Monkeypox: Moderna looking into new vaccine but says virus lacks same ‘urgency’ as COVID
Moderna is considering creating a monkeypox vaccine – but admitted there isn’t the same “urgency” to it as coronavirus had.
One of the top pharmaceutical companies in the world said Wednesday (3 August) that it has launched a research initiative into seeing whether a jab could be made using mRNA technology.
“We’re obviously very aware of the monkeypox concern and obviously very sensitive to recent announcements,” Moderna president Stephen Hoge said during an investor call.
An mRNA vaccine involves using the tiny genetic molecules that tell cells to make proteins. Scientists can use this to trick the cell into making pieces of a virus instead to strengthen the immune system. This was one of the main tools researchers used to help develop the COVID-19 vaccine.
Hoge added: “We did initiate a research program. We are tracking that very closely and obviously, given the recent public health announcements and increasing concern about availability of vaccine supply, we are beginning to look at what it would take for us to use our platform and to provide a monkeypox vaccine – both [to] intervene in the current and the current epidemic but also to try and address long-term issues of supply in this public health threat.”
But Moderna CEO Stéphane Bancel said the company will for the time being divert most of its resources into the coronavirus and the flu.
“We don’t have the urgency we had when COVID happened, because as you know, there is already a vaccine on the market,” she said.
“This is not an airborne virus.
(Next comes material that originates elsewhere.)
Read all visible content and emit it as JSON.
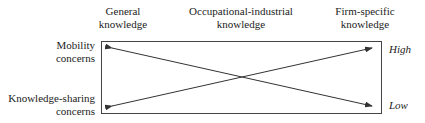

I’m not aware of any scientists that believe it can get to a pandemic like COVID.”
Moderna is discussing the potential shot with the Food and Drugs Administration (FDA) and global public health regulators, Hoge added.
To get the FDA’s approval for a monkeypox vaccine, Moderna must show the agency the results of clinical trials. But Moderna’s monkeypox shot remains very much in the pre-clinical stage.
If the tides change, however, Moderna could turbocharge monkeypox jab trials.
“If we were to go after a monkeypox clinical development program, it would be to very quickly progress toward an approvable set of endpoints in a clinical study,” Hoge added.
In the meantime, the company will continue to “track” the outbreak closely and focus energies on rolling out COVID-19 booster shots, Hoge said.
The go-to vaccine for battling the new wave of monkeypox infections is Jynneos, made by Dutch company Bavarian Nordic. US federal health officials have a larger supply of ACAM2000, another FDA-approved vaccine, but it cannot be used on vulnerable people.
The Joe Biden administration has ordered nearly seven million Jynneos doses that will arrive in the coming months.
But for now, US states are struggling to dish out enough jabs. Though Jynneos is recommended to be administered in two doses 28 days apart, some cities such as New York City and Washington DC are holding back from giving out a second dose as supplies are simply too low and demand too high.
Healthcare workers and queer men and men who have sex with men, whom monkeypox has disproportionally afflicted, are currently the two main groups federal health officials are urging to get the monkeypox vaccine.
The vaccines have proved so hard to come by in some parts of the US that residents have driven hundreds of miles up to Canada to get vaccinated.
As of Wednesday (3 August), there are at least 6,600 confirmed cases of monkeypox, according to the Centers for Disease Control and Prevention.